Art Laboe, a pioneering US DJ credited with coining the phrase “oldies, but goodies”, has died, aged 97.

A spokesperson for Laboe’s production company Dart Entertainment confirmed that he died on Friday, 7th October at his home in Palm Springs, California, following a brief bout of pneumonia.

Laboe’s career as a radio DJ spanned almost 80 years, with his first broadcasts taking place in 1943 on San Francisco’s KSAN while he was serving in the United States Navy.

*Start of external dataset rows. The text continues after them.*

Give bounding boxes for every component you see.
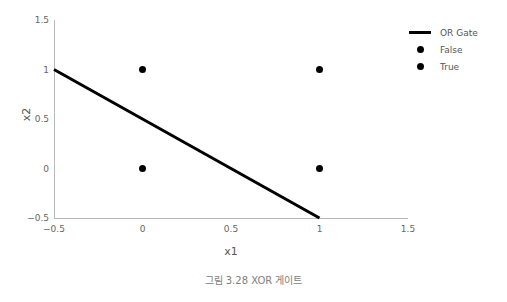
plot-area: 1.5 1 0.5 0 −0.5 −0.5 0 0.5 1 1.5 xyxy=(54,20,408,218)
x-tick-label: 0 xyxy=(140,225,146,234)
data-layer xyxy=(54,20,408,219)
legend-dot-icon xyxy=(406,46,434,53)
y-tick-label: 0.5 xyxy=(35,115,49,124)
legend-label: OR Gate xyxy=(440,28,478,38)
y-tick-label: 1 xyxy=(43,65,49,74)
legend: OR Gate False True xyxy=(406,24,504,75)
y-tick-label: −0.5 xyxy=(27,214,49,223)
legend-item-or-gate: OR Gate xyxy=(406,24,504,41)
y-tick-label: 1.5 xyxy=(35,16,49,25)
data-point xyxy=(139,165,146,172)
data-point xyxy=(316,66,323,73)
legend-label: False xyxy=(440,45,463,55)
legend-item-false: False xyxy=(406,41,504,58)
legend-item-true: True xyxy=(406,58,504,75)
x-tick-label: 1.5 xyxy=(401,225,415,234)
x-tick-label: 0.5 xyxy=(224,225,238,234)
x-axis-title: x1 xyxy=(54,245,408,258)
data-point xyxy=(316,165,323,172)
data-point xyxy=(139,66,146,73)
y-axis-title: x2 xyxy=(20,85,33,145)
figure: 1.5 1 0.5 0 −0.5 −0.5 0 0.5 1 1.5 x1 x2 xyxy=(0,0,507,302)
x-tick-label: −0.5 xyxy=(43,225,65,234)
legend-label: True xyxy=(440,62,459,72)
legend-line-icon xyxy=(406,31,434,34)
figure-caption: 그림 3.28 XOR 게이트 xyxy=(0,272,507,287)
or-gate-boundary-line xyxy=(54,20,408,219)
y-tick-label: 0 xyxy=(43,164,49,173)
x-tick-label: 1 xyxy=(317,225,323,234)
legend-dot-icon xyxy=(406,63,434,70)
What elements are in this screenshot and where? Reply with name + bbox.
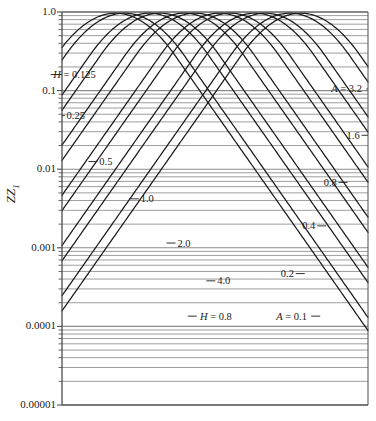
curve-h-0p25 xyxy=(62,13,368,282)
curve-label: 1.6 xyxy=(347,130,360,141)
curve-label: A = 3.2 xyxy=(330,83,362,94)
curve-h-0p125 xyxy=(62,13,368,330)
chart-plot-area: H = 0.1250.250.51.02.04.0H = 0.8A = 0.1A… xyxy=(0,0,376,421)
curve-h-4 xyxy=(62,13,368,295)
annotation-leader-lines xyxy=(51,75,368,317)
curve-label: 0.2 xyxy=(281,268,294,279)
curve-label: 0.25 xyxy=(67,110,85,121)
curve-label: A = 0.1 xyxy=(275,311,307,322)
curve-label: 1.0 xyxy=(141,193,154,204)
curve-label: H = 0.125 xyxy=(52,69,95,80)
curve-label: 0.8 xyxy=(324,177,337,188)
curve-label: 0.4 xyxy=(302,220,316,231)
curve-label: 4.0 xyxy=(217,275,230,286)
curve-lines xyxy=(62,13,368,330)
chart-figure: ZZ1 1.00.10.010.0010.00010.00001 H = 0.1… xyxy=(0,0,376,421)
curve-label: H = 0.8 xyxy=(199,311,232,322)
curve-label: 0.5 xyxy=(99,156,112,167)
curve-label: 2.0 xyxy=(177,238,190,249)
plot-frame xyxy=(62,12,368,405)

It was on KSAN that he began to encourage listeners to call in to his shows, an uncommon format for radio broadcasting at the time.

Laboe also played music by Black, Latin and white artists with no consideration of their racial differences, a significant difference from the established music industry segregation of Southern California and beyond at the time. Organising live DJ shows at a drive-in diner in Los Angeles, he also drew crowds of teenagers from many different races to listen to the music that he played.

Those dance parties were eventually relocated to the El Monte Legion Stadium, which was outside of Los Angeles city limits. He did so in order to get around laws at the time that were designed to enforce racial segregation. One such law required the Los Angeles Board of Education to give permission for social dances marketed at teenagers to go ahead.

Following his early days with KSAN, Laboe went on to host radio shows with KCMJ in Palm Springs and KPOP in Los Angeles for short periods of time, before eventually finding himself at Los Angeles’ KXLA. It was while with KXLA that he begun to put on the overnight music shows at drive-in diners, while he was also an early adopter of R&B and rock & roll music on California’s airwaves.

More recently, Laboe presented broadcasts via iHeartRadio-owned station Hot 92.3, but he moved on to 93.5 KDAY after the format switched up its programming in 2015. The broadcaster continued to produce and present radio shows right up until his death. He produced his final episode last week, and it was broadcast this past Sunday, two days after his death.